With Pelosi refusing to back down and saying the committee would go ahead, the rejected Republicans said they considered that she had rejected all five.

The Republican House minority leader’s actions also spurred Liz Cheney, the lone Republican appointed to the committee by Pelosi and therefore not one of the five effectively withdrawn by McCarthy, to stand on the steps of the Capitol on Wednesday afternoon and decry his actions as “despicable and disgraceful”.

Cheney also accused McCarthy of trying to “prevent” Americans from knowing the truth of how the Capitol attack occurred.

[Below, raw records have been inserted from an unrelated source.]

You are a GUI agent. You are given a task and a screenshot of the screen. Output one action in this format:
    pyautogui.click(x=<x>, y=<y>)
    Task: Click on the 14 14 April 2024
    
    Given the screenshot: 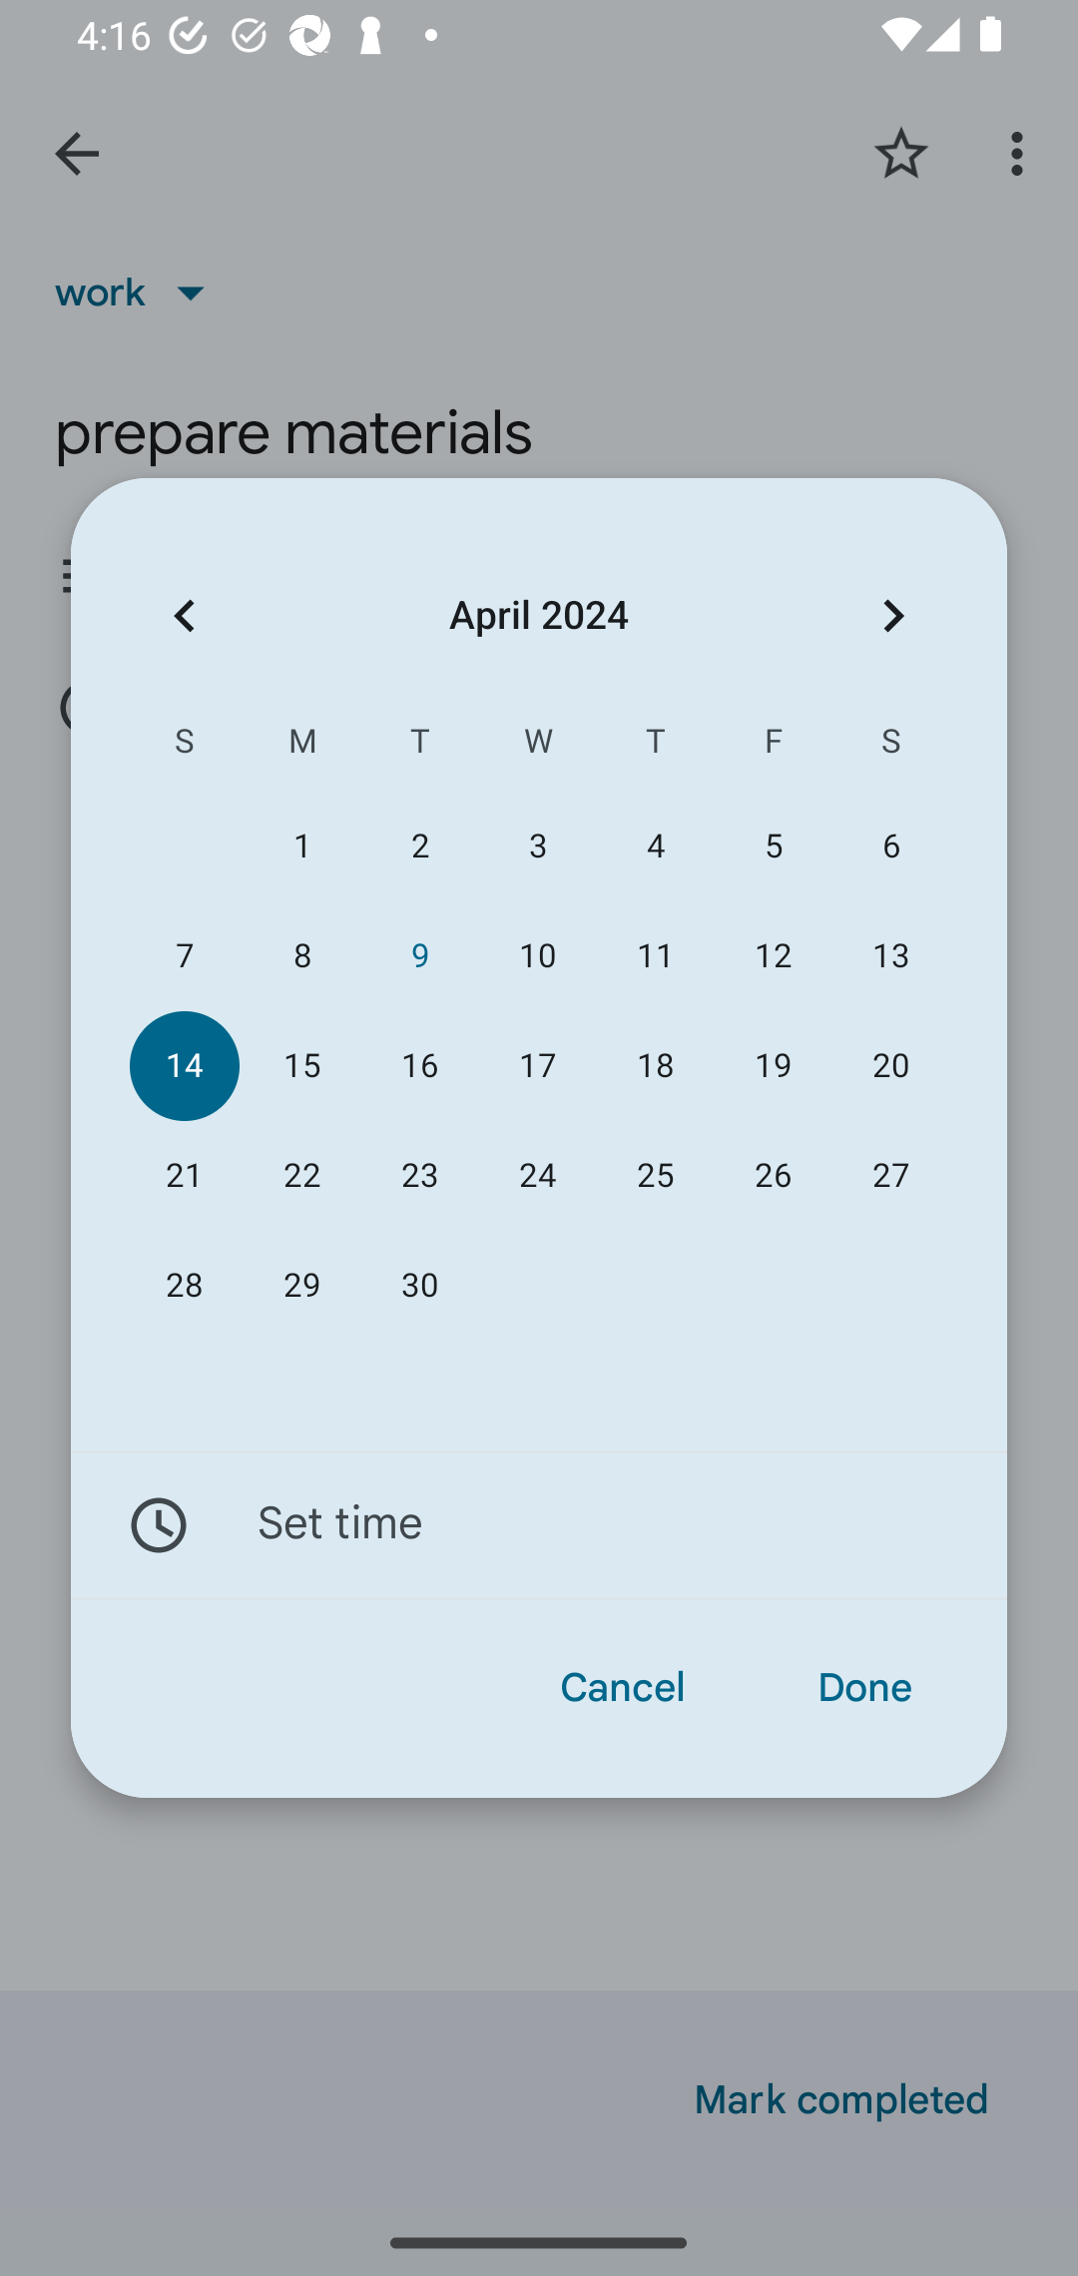 What is the action you would take?
    pyautogui.click(x=185, y=1066)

“The American people deserve to know what happened. The people who did this must be held accountable, it must be an investigation that is sober and gets to the facts,” she said, adding that, however “at every turn the minority leader has tried to get the people not to know what happened”.

Pelosi had earlier already controversially appointed Cheney to the committee, alongside seven Democrats.

Related: Capitol attack committee chair vows to investigate Trump: ‘Nothing is off limits’

Pelosi said in a statement that she was rejecting Republicans Jim Banks and Jim Jordan from the panel because of their remarks disparaging the inquiry and their ties to Donald Trump, who will be the subject of the select committee’s investigation.

Pelosi said her move was an unprecedented but necessary step given the gravity of the select committee’s inquiry into 6 January, when supporters of the former president stormed the Capitol in a violent insurrection that left five people dead and nearly 140 injured.

“I must reject the recommendations of Representatives Banks and Jordan to the select committee,” Pelosi said. “The unprecedented nature of January 6 demands this unprecedented decision.”

The move also demonstrated Pelosi’s far-reaching and unilateral authority to steer the direction of the investigation. Pelosi made her decision after deliberating with her leadership team and her picks for the panel, according to a source familiar with the matter.

McCarthy had included Banks and Jordan – both outspoken Trump allies who voted against certifying Joe Biden’s election victory – among his picks on Monday, foreshadowing a bitter partisan fight over the direction of the inquiry.

The top Republican in the House slammed her move as an “egregious abuse of power” that would “irreparably damage this institution”.

“This panel has lost all legitimacy and credibility and shows the speaker is more interested in playing politics than seeking the truth,” McCarthy said. “Republicans will not be party to their sham process and will instead pursue our own investigation of the facts.”

Still, Congresswoman Liz Cheney, the one Republican member picked by Pelosi to serve on the select committee after she castigated Jordan on the House floor on 6 January, blaming him for the attack, told reporters that she supported Pelosi’s decision.

“I agree with what the speaker has done,” she said.

The decision by Pelosi to block the pair from serving on the select committee came after a series of calls between Pelosi, her leadership team and the Democratic caucus on Tuesday morning, the source said.

House Democrats were outraged with Banks’s appointment in part because of a statement released on Monday night in which he inexplicably blamed the Biden administration for its response to the 6 January attack, which took place during the Trump administration, the source said.

Banks also drew the ire of Pelosi and House Democrats after he arranged a trip for House Republicans to join Trump at a recent event at the southern border alongside an individual who participated in the Capitol attack itself.

Pelosi also expressed deep concern about the selection of Jordan, the source said, especially given he may have spoken to Trump as rioters stormed the Capitol and disparaged attempts to investigate the deadliest attack on the Capitol since the war of 1812.

The chairman of the select committee, Bennie Thompson, previously told the Guardian that any conversations that involved Trump on 6 January would be investigated by the panel, raising the prospect that Jordan would end up examining his own conduct.